This thread on rpg.net asks why secret magical settings in games tend to be dumb.
My problem is, it’s never made any sense to me on an absolutely fundamental. The idea in most of these settings is that humans not only don’t believe in the supernatural, they’ll even go so far as to doubt their own personal experiences and rationalize them away, or at the very least refuse to talk about them for fear of being labeled insane. That sort of thing would make sense in the real world, where everyone (or close enough) knows magic doesn’t really exist. But the reason everyone stopped believing in magic in the real world is because it actually doesn’t exist. In a fictional world where magic not only exists but there are monsters that kill people, I see absolutely no reason humanity would stop believing in magic. It’d be suicidally stupid on a species-wide level.
My reply:
Is it going to depend on what your magic effects are?
When magic is showy then it’s going to be hard to hide it. Fireballs, teleporters, flying stuff, people walking through walls, turning into werewolves, eating people – all of that stuff is going to be reported, captured, measured, verified.
When Mage or Werewolf came out in the early 90s, not everyone in the developed world had a cameraphone. It’d be a different world now.
The pitch for Qabal was that magic would not be able to be measured. The importance in magic was the INTENT and not the IMPLEMENTATION. There may be a TELLTALE but for the most part there’s only INTUITION to help you deduct a connection.
Look at The Omen for a great example.
Damien Thorne, the son of the devil, had several telltales. The black dog was one of them but another was found in the photographs.
From wikipedia:
While developing the pictures of the day, Jennings notices the priest has a dark object like a javelin over his head in the pictures he appears in, but the anomaly doesn’t appear anywhere else on the film.
…
Jennings is also at the event, taking pictures. The pictures again show the dark anomaly above the priest.
…
As the priest leaves, a sudden rainstorm comes up and the priest is impaled in a freak accident while trying to get into a nearby church.
Jennings said he is now involved because he found an anomaly on a picture of himself in which he has no neck.
…
Jennings goes after the knives, saying he will do it, and is decapitated in a freak accident.
Damian wouldn’t have engineered the process of the falling church spire or the panes of glass. He’d have registered his intent that they die. And magic would take care of the rest.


◆ **Task to complete**
Pull every line that holds the word "Cost" from the entries.

(Collection entries)
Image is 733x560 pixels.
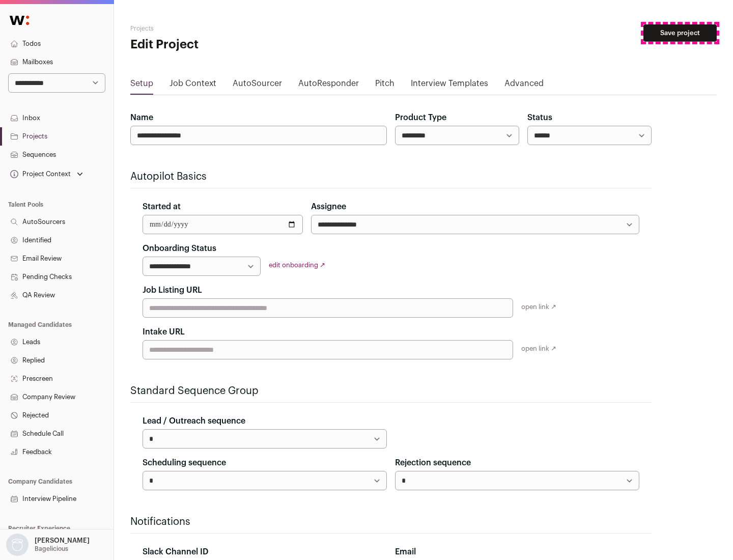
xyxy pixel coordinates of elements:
[35,544,68,552] p: Bagelicious
[142,456,226,468] label: Scheduling sequence
[527,112,552,124] label: Status
[142,545,208,558] label: Slack Channel ID
[131,37,325,53] h1: Edit Project
[8,167,85,181] button: Open dropdown
[142,201,181,213] label: Started at
[131,24,325,32] h2: Projects
[395,456,471,468] label: Rejection sequence
[142,415,245,427] label: Lead / Outreach sequence
[311,201,346,213] label: Assignee
[131,515,652,529] h2: Notifications
[169,78,216,94] a: Job Context
[8,170,71,178] div: Project Context
[504,78,544,94] a: Advanced
[6,534,29,556] img: nopic.png
[131,384,652,398] h2: Standard Sequence Group
[142,325,185,338] label: Intake URL
[644,24,717,42] button: Save project
[269,262,325,268] a: edit onboarding ↗
[375,78,394,94] a: Pitch
[298,78,359,94] a: AutoResponder
[4,534,92,556] button: Open dropdown
[232,78,282,94] a: AutoSourcer
[4,10,35,31] img: Wellfound
[131,78,154,94] a: Setup
[142,284,202,296] label: Job Listing URL
[131,112,154,124] label: Name
[395,545,639,558] div: Email
[35,536,89,544] p: [PERSON_NAME]
[411,78,488,94] a: Interview Templates
[131,169,652,184] h2: Autopilot Basics
[142,242,216,255] label: Onboarding Status
[395,112,447,124] label: Product Type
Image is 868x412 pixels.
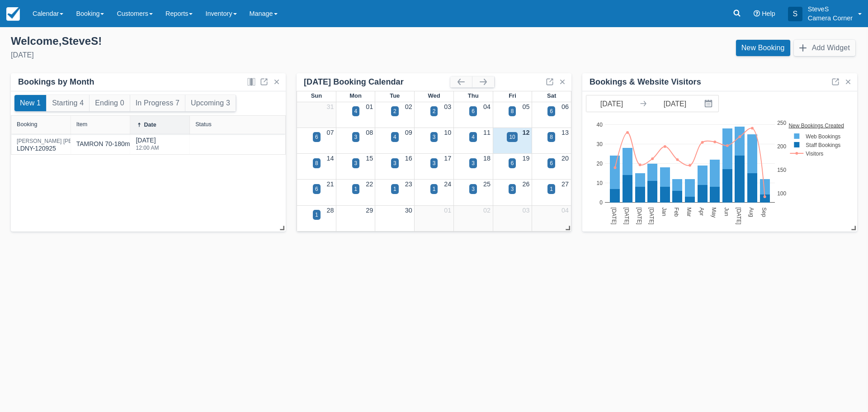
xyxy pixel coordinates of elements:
[547,92,556,99] span: Sat
[788,7,803,21] div: S
[472,133,475,141] div: 4
[472,107,475,115] div: 6
[587,95,637,111] input: Start Date
[701,95,719,111] button: Interact with the calendar and add the check-in date for your trip.
[366,180,373,187] a: 22
[484,103,491,110] a: 04
[405,207,413,214] a: 30
[393,107,397,115] div: 2
[522,103,529,110] a: 05
[561,207,569,214] a: 04
[14,95,46,111] button: New 1
[18,77,95,88] div: Bookings by Month
[522,154,529,162] a: 19
[561,103,569,110] a: 06
[311,92,322,99] span: Sun
[509,92,516,99] span: Fri
[561,154,569,162] a: 20
[90,95,129,111] button: Ending 0
[444,129,451,136] a: 10
[472,185,475,193] div: 3
[304,77,451,88] div: [DATE] Booking Calendar
[511,185,514,193] div: 3
[509,133,515,141] div: 10
[11,34,427,48] div: Welcome , SteveS !
[136,136,159,156] div: [DATE]
[327,129,334,136] a: 07
[144,122,156,128] div: Date
[522,180,529,187] a: 26
[17,142,108,146] a: [PERSON_NAME] [PERSON_NAME]LDNY-120925
[522,129,529,136] a: 12
[433,133,436,141] div: 3
[327,180,334,187] a: 21
[433,185,436,193] div: 1
[550,185,553,193] div: 1
[428,92,440,99] span: Wed
[185,95,236,111] button: Upcoming 3
[472,159,475,167] div: 3
[366,207,373,214] a: 29
[366,129,373,136] a: 08
[136,145,159,151] div: 12:00 AM
[327,103,334,110] a: 31
[808,5,853,14] p: SteveS
[405,180,413,187] a: 23
[561,129,569,136] a: 13
[316,211,318,219] div: 1
[762,10,776,17] span: Help
[484,207,491,214] a: 02
[650,95,701,111] input: End Date
[808,14,853,23] p: Camera Corner
[17,121,37,127] div: Booking
[17,138,108,153] div: LDNY-120925
[433,107,436,115] div: 2
[366,154,373,162] a: 15
[444,154,451,162] a: 17
[511,107,514,115] div: 8
[444,207,451,214] a: 01
[468,92,479,99] span: Thu
[11,50,427,61] div: [DATE]
[366,103,373,110] a: 01
[390,92,400,99] span: Tue
[355,107,358,115] div: 4
[444,103,451,110] a: 03
[444,180,451,187] a: 24
[550,133,553,141] div: 8
[484,154,491,162] a: 18
[6,7,20,21] img: checkfront-main-nav-mini-logo.png
[561,180,569,187] a: 27
[355,133,358,141] div: 3
[130,95,185,111] button: In Progress 7
[484,129,491,136] a: 11
[316,185,318,193] div: 6
[316,159,318,167] div: 8
[327,207,334,214] a: 28
[522,207,529,214] a: 03
[355,185,358,193] div: 1
[754,10,760,17] i: Help
[393,159,397,167] div: 3
[350,92,362,99] span: Mon
[405,103,413,110] a: 02
[405,154,413,162] a: 16
[327,154,334,162] a: 14
[433,159,436,167] div: 3
[77,139,189,149] div: TAMRON 70-180mm f/2.8 Di III for Sony
[393,185,397,193] div: 1
[77,121,88,127] div: Item
[46,95,89,111] button: Starting 4
[511,159,514,167] div: 6
[316,133,318,141] div: 6
[484,180,491,187] a: 25
[590,77,701,88] div: Bookings & Website Visitors
[550,107,553,115] div: 6
[195,121,212,127] div: Status
[17,138,108,144] div: [PERSON_NAME] [PERSON_NAME]
[393,133,397,141] div: 4
[405,129,413,136] a: 09
[550,159,553,167] div: 6
[789,122,845,128] text: New Bookings Created
[355,159,358,167] div: 3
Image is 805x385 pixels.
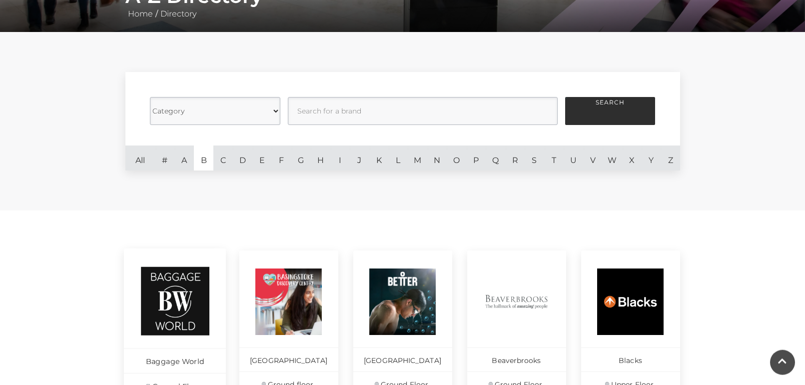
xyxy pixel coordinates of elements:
[125,145,155,170] a: All
[158,9,199,18] a: Directory
[583,145,603,170] a: V
[124,348,226,372] p: Baggage World
[642,145,661,170] a: Y
[353,347,452,371] p: [GEOGRAPHIC_DATA]
[544,145,564,170] a: T
[125,9,155,18] a: Home
[408,145,427,170] a: M
[272,145,291,170] a: F
[288,97,558,125] input: Search for a brand
[466,145,486,170] a: P
[239,347,338,371] p: [GEOGRAPHIC_DATA]
[427,145,447,170] a: N
[603,145,622,170] a: W
[486,145,505,170] a: Q
[661,145,680,170] a: Z
[369,145,389,170] a: K
[447,145,466,170] a: O
[389,145,408,170] a: L
[311,145,330,170] a: H
[622,145,642,170] a: X
[291,145,311,170] a: G
[505,145,525,170] a: R
[330,145,350,170] a: I
[581,347,680,371] p: Blacks
[564,145,583,170] a: U
[350,145,369,170] a: J
[155,145,175,170] a: #
[194,145,213,170] a: B
[525,145,544,170] a: S
[233,145,252,170] a: D
[565,97,655,125] button: Search
[174,145,194,170] a: A
[252,145,272,170] a: E
[213,145,233,170] a: C
[467,347,566,371] p: Beaverbrooks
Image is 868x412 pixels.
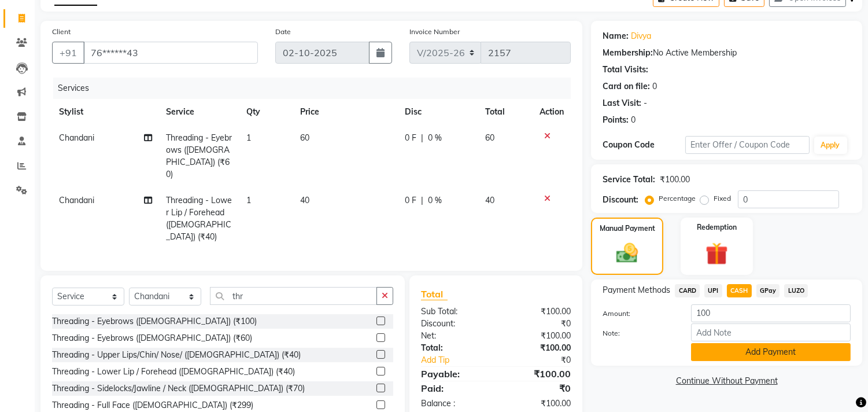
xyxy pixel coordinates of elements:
span: Payment Methods [603,284,670,296]
span: 40 [485,195,495,205]
div: Sub Total: [412,306,496,317]
label: Fixed [713,193,731,203]
span: 40 [300,195,309,205]
div: Balance : [412,398,496,409]
img: _cash.svg [610,241,644,266]
label: Percentage [658,193,696,203]
span: | [421,194,423,207]
div: Services [53,78,579,99]
label: Note: [594,328,682,339]
div: 0 [631,114,636,126]
span: 0 F [405,132,416,144]
div: Points: [603,114,629,126]
div: ₹0 [496,382,580,395]
div: Discount: [603,194,638,206]
div: ₹100.00 [496,306,580,317]
div: ₹100.00 [496,342,580,354]
span: CARD [674,284,700,297]
input: Add Note [691,323,851,341]
span: CASH [727,284,751,297]
span: GPay [756,284,780,297]
span: LUZO [784,284,808,297]
span: Chandani [59,133,95,143]
div: Service Total: [603,174,655,186]
div: Net: [412,330,496,342]
label: Client [52,27,71,37]
th: Price [293,99,398,125]
label: Invoice Number [409,27,460,37]
div: Threading - Full Face ([DEMOGRAPHIC_DATA]) (₹299) [52,399,253,411]
span: 1 [247,133,251,143]
div: ₹0 [510,354,580,366]
th: Service [159,99,240,125]
div: ₹100.00 [660,174,690,186]
div: Paid: [412,382,496,395]
span: 60 [485,133,495,143]
label: Date [275,27,291,37]
div: ₹100.00 [496,367,580,381]
span: | [421,132,423,144]
label: Manual Payment [599,223,655,234]
div: ₹100.00 [496,330,580,342]
label: Amount: [594,308,682,319]
div: Threading - Eyebrows ([DEMOGRAPHIC_DATA]) (₹60) [52,332,252,345]
span: UPI [704,284,722,297]
span: Chandani [59,195,95,205]
div: Total: [412,342,496,354]
input: Enter Offer / Coupon Code [685,136,809,154]
div: Threading - Lower Lip / Forehead ([DEMOGRAPHIC_DATA]) (₹40) [52,366,295,378]
span: Threading - Eyebrows ([DEMOGRAPHIC_DATA]) (₹60) [166,133,232,179]
div: Total Visits: [603,63,648,76]
th: Action [533,99,571,125]
th: Qty [239,99,293,125]
div: ₹0 [496,317,580,330]
div: Name: [603,30,629,42]
div: ₹100.00 [496,398,580,409]
span: Total [421,288,447,301]
div: 0 [652,80,657,93]
input: Search or Scan [210,287,377,305]
label: Redemption [696,222,737,233]
span: 0 % [428,132,441,144]
div: Coupon Code [603,139,685,151]
span: 60 [300,133,309,143]
button: Add Payment [691,343,851,361]
div: No Active Membership [603,47,851,59]
button: +91 [52,41,84,63]
div: Discount: [412,317,496,330]
a: Continue Without Payment [594,375,860,387]
span: 1 [247,195,251,205]
div: Threading - Eyebrows ([DEMOGRAPHIC_DATA]) (₹100) [52,315,257,328]
img: _gift.svg [698,240,735,268]
a: Add Tip [412,354,510,366]
input: Amount [691,304,851,323]
th: Stylist [52,99,159,125]
div: Payable: [412,367,496,381]
input: Search by Name/Mobile/Email/Code [83,41,258,63]
div: Last Visit: [603,97,641,109]
div: Card on file: [603,80,650,93]
span: 0 F [405,194,416,207]
button: Apply [814,137,847,154]
th: Disc [398,99,478,125]
a: Divya [631,30,651,42]
div: - [643,97,647,109]
div: Threading - Sidelocks/Jawline / Neck ([DEMOGRAPHIC_DATA]) (₹70) [52,382,305,395]
div: Threading - Upper Lips/Chin/ Nose/ ([DEMOGRAPHIC_DATA]) (₹40) [52,349,301,361]
span: 0 % [428,194,441,207]
span: Threading - Lower Lip / Forehead ([DEMOGRAPHIC_DATA]) (₹40) [166,195,232,242]
th: Total [478,99,533,125]
div: Membership: [603,47,653,59]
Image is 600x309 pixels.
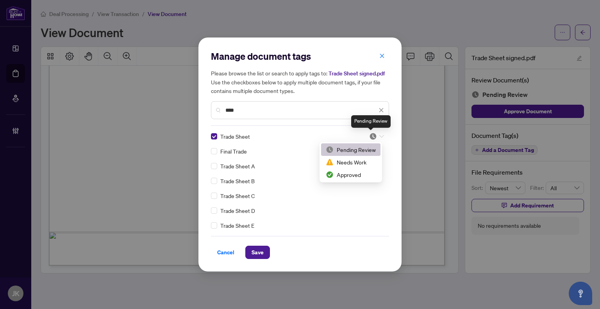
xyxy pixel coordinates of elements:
span: Save [252,246,264,259]
img: status [326,171,334,178]
img: status [326,158,334,166]
span: Trade Sheet [220,132,250,141]
span: Trade Sheet E [220,221,254,230]
span: Trade Sheet D [220,206,255,215]
h5: Please browse the list or search to apply tags to: Use the checkboxes below to apply multiple doc... [211,69,389,95]
span: close [379,53,385,59]
span: Cancel [217,246,234,259]
span: Final Trade [220,147,247,155]
button: Save [245,246,270,259]
span: Trade Sheet A [220,162,255,170]
span: Trade Sheet C [220,191,255,200]
div: Approved [326,170,376,179]
img: status [369,132,377,140]
div: Approved [321,168,380,181]
button: Open asap [569,282,592,305]
div: Needs Work [326,158,376,166]
div: Pending Review [326,145,376,154]
div: Pending Review [351,115,391,128]
h2: Manage document tags [211,50,389,62]
div: Pending Review [321,143,380,156]
span: Trade Sheet B [220,177,255,185]
span: Pending Review [369,132,384,140]
div: Needs Work [321,156,380,168]
span: close [378,107,384,113]
span: Trade Sheet signed.pdf [328,70,385,77]
img: status [326,146,334,154]
button: Cancel [211,246,241,259]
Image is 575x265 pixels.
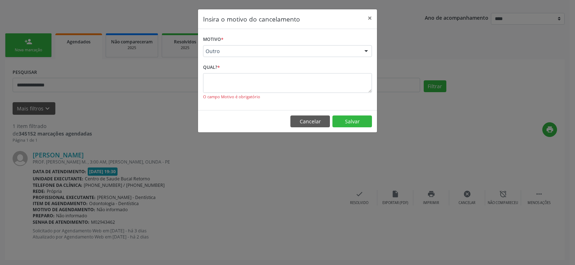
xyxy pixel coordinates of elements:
h5: Insira o motivo do cancelamento [203,14,300,24]
button: Cancelar [290,116,330,128]
label: Motivo [203,34,223,45]
button: Salvar [332,116,372,128]
div: O campo Motivo é obrigatório [203,94,372,100]
button: Close [362,9,377,27]
label: Qual? [203,62,220,73]
span: Outro [205,48,357,55]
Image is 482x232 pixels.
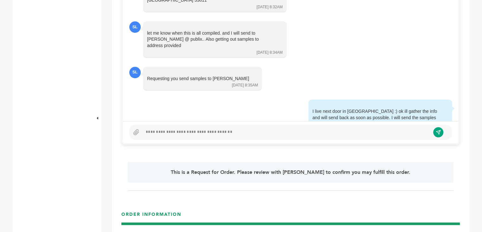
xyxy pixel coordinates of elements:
[147,75,249,82] div: Requesting you send samples to [PERSON_NAME]
[313,108,440,127] div: I live next door in [GEOGRAPHIC_DATA] :) ok ill gather the info and will send back as soon as pos...
[129,21,141,33] div: SL
[141,168,441,176] p: This is a Request for Order. Please review with [PERSON_NAME] to confirm you may fulfill this order.
[121,211,460,222] h3: ORDER INFORMATION
[129,67,141,78] div: SL
[147,30,274,49] div: let me know when this is all compiled. and I will send to [PERSON_NAME] @ publix.. Also getting o...
[232,82,258,88] div: [DATE] 8:35AM
[257,50,283,55] div: [DATE] 8:34AM
[257,4,283,10] div: [DATE] 8:32AM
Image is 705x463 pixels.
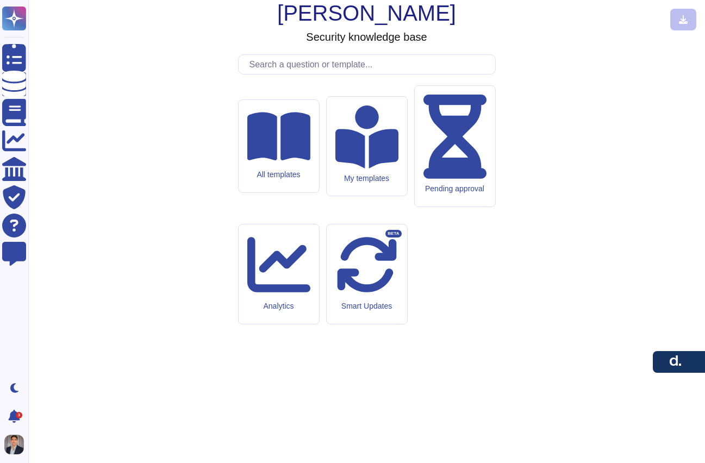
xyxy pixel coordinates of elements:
[247,302,310,311] div: Analytics
[335,302,398,311] div: Smart Updates
[244,55,495,74] input: Search a question or template...
[247,170,310,179] div: All templates
[4,435,24,454] img: user
[2,432,32,456] button: user
[335,174,398,183] div: My templates
[16,412,22,418] div: 3
[306,30,427,43] h3: Security knowledge base
[423,184,486,193] div: Pending approval
[385,230,401,237] div: BETA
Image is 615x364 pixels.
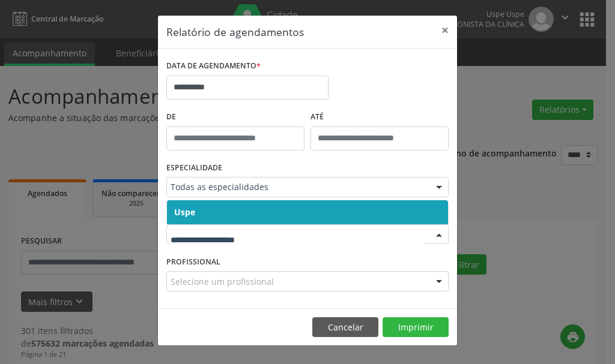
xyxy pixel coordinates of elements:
label: PROFISSIONAL [167,252,220,271]
label: De [167,108,304,127]
label: ATÉ [311,108,448,127]
button: Imprimir [382,317,448,337]
button: Close [433,16,457,45]
h5: Relatório de agendamentos [167,24,304,40]
label: DATA DE AGENDAMENTO [167,57,261,76]
span: Todas as especialidades [171,181,424,193]
span: Selecione um profissional [171,275,274,288]
label: ESPECIALIDADE [167,159,222,177]
span: Uspe [174,207,195,217]
button: Cancelar [312,317,378,337]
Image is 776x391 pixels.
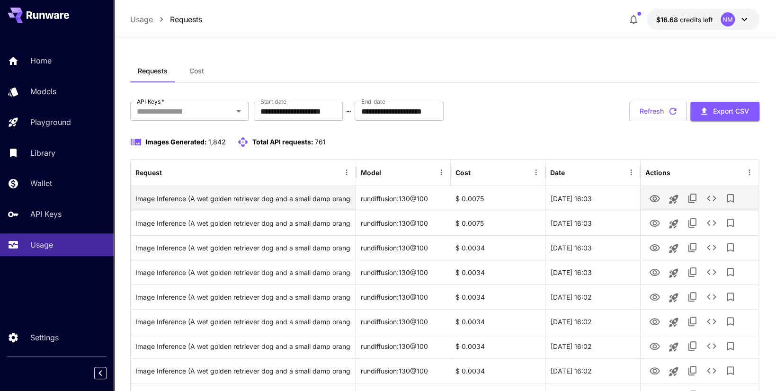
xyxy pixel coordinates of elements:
[721,12,735,27] div: NM
[163,166,176,179] button: Sort
[135,359,351,383] div: Click to copy prompt
[684,263,703,282] button: Copy TaskUUID
[646,336,665,356] button: View Image
[665,264,684,283] button: Launch in playground
[356,211,451,235] div: rundiffusion:130@100
[382,166,396,179] button: Sort
[137,98,164,106] label: API Keys
[30,178,52,189] p: Wallet
[665,362,684,381] button: Launch in playground
[665,313,684,332] button: Launch in playground
[30,239,53,251] p: Usage
[625,166,638,179] button: Menu
[722,312,740,331] button: Add to library
[135,310,351,334] div: Click to copy prompt
[566,166,579,179] button: Sort
[546,211,641,235] div: 10 Aug, 2025 16:03
[361,169,381,177] div: Model
[546,235,641,260] div: 10 Aug, 2025 16:03
[684,312,703,331] button: Copy TaskUUID
[646,287,665,307] button: View Image
[546,359,641,383] div: 10 Aug, 2025 16:02
[646,169,671,177] div: Actions
[722,238,740,257] button: Add to library
[189,67,204,75] span: Cost
[546,186,641,211] div: 10 Aug, 2025 16:03
[451,359,546,383] div: $ 0.0034
[135,187,351,211] div: Click to copy prompt
[722,288,740,307] button: Add to library
[30,117,71,128] p: Playground
[722,337,740,356] button: Add to library
[551,169,565,177] div: Date
[722,189,740,208] button: Add to library
[665,289,684,307] button: Launch in playground
[356,235,451,260] div: rundiffusion:130@100
[646,312,665,331] button: View Image
[684,189,703,208] button: Copy TaskUUID
[451,334,546,359] div: $ 0.0034
[646,189,665,208] button: View Image
[546,309,641,334] div: 10 Aug, 2025 16:02
[356,186,451,211] div: rundiffusion:130@100
[743,166,757,179] button: Menu
[346,106,352,117] p: ~
[703,312,722,331] button: See details
[546,260,641,285] div: 10 Aug, 2025 16:03
[684,288,703,307] button: Copy TaskUUID
[253,138,314,146] span: Total API requests:
[451,285,546,309] div: $ 0.0034
[30,86,56,97] p: Models
[130,14,202,25] nav: breadcrumb
[703,189,722,208] button: See details
[647,9,760,30] button: $16.67699NM
[684,337,703,356] button: Copy TaskUUID
[101,365,114,382] div: Collapse sidebar
[451,186,546,211] div: $ 0.0075
[135,236,351,260] div: Click to copy prompt
[546,334,641,359] div: 10 Aug, 2025 16:02
[646,361,665,380] button: View Image
[703,238,722,257] button: See details
[356,260,451,285] div: rundiffusion:130@100
[722,361,740,380] button: Add to library
[703,361,722,380] button: See details
[145,138,207,146] span: Images Generated:
[30,147,55,159] p: Library
[356,359,451,383] div: rundiffusion:130@100
[135,334,351,359] div: Click to copy prompt
[684,361,703,380] button: Copy TaskUUID
[657,15,713,25] div: $16.67699
[451,235,546,260] div: $ 0.0034
[208,138,226,146] span: 1,842
[135,261,351,285] div: Click to copy prompt
[315,138,326,146] span: 761
[456,169,471,177] div: Cost
[135,211,351,235] div: Click to copy prompt
[703,263,722,282] button: See details
[361,98,385,106] label: End date
[630,102,687,121] button: Refresh
[646,213,665,233] button: View Image
[665,190,684,209] button: Launch in playground
[703,214,722,233] button: See details
[356,285,451,309] div: rundiffusion:130@100
[30,332,59,343] p: Settings
[680,16,713,24] span: credits left
[722,263,740,282] button: Add to library
[232,105,245,118] button: Open
[138,67,168,75] span: Requests
[703,288,722,307] button: See details
[135,285,351,309] div: Click to copy prompt
[356,309,451,334] div: rundiffusion:130@100
[684,238,703,257] button: Copy TaskUUID
[261,98,287,106] label: Start date
[530,166,543,179] button: Menu
[94,367,107,379] button: Collapse sidebar
[691,102,760,121] button: Export CSV
[451,211,546,235] div: $ 0.0075
[130,14,153,25] a: Usage
[722,214,740,233] button: Add to library
[646,238,665,257] button: View Image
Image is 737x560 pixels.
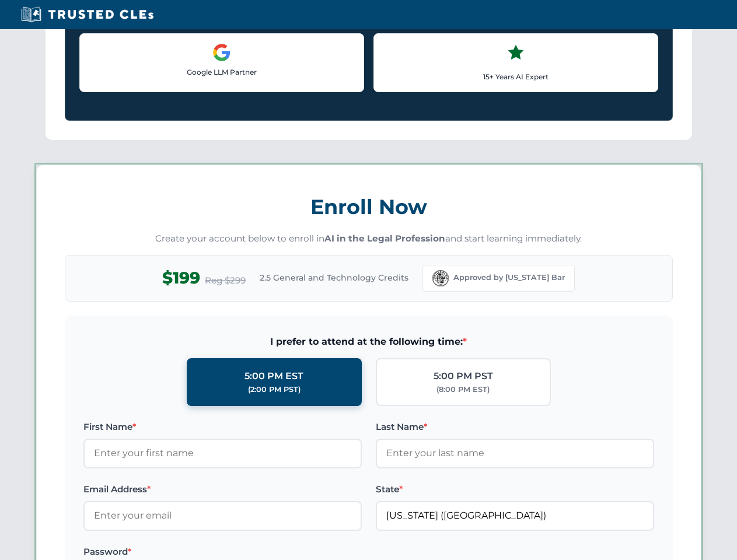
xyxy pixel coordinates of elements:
span: Reg $299 [205,274,245,288]
strong: AI in the Legal Profession [324,232,445,243]
input: Enter your last name [376,439,654,467]
input: Florida (FL) [376,501,654,530]
label: State [376,482,654,496]
p: Create your account below to enroll in and start learning immediately. [65,232,672,245]
span: 2.5 General and Technology Credits [259,271,408,284]
label: Password [83,544,362,559]
img: Google [212,44,231,62]
p: Google LLM Partner [89,67,354,78]
span: $199 [162,265,200,291]
input: Enter your email [83,501,362,530]
div: (8:00 PM EST) [436,384,490,395]
input: Enter your first name [83,439,362,467]
span: Approved by [US_STATE] Bar [454,272,565,283]
img: Florida Bar [432,270,449,286]
img: Trusted CLEs [18,6,156,23]
div: (2:00 PM PST) [248,384,300,395]
h3: Enroll Now [65,189,672,225]
div: 5:00 PM EST [244,368,304,384]
label: Email Address [83,482,362,496]
label: First Name [83,420,362,434]
span: I prefer to attend at the following time: [83,334,654,349]
p: 15+ Years AI Expert [383,71,648,82]
div: 5:00 PM PST [433,368,493,384]
label: Last Name [376,420,654,434]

◆ **Response**
[189,67,204,75] span: Cost
[456,169,471,177] div: Cost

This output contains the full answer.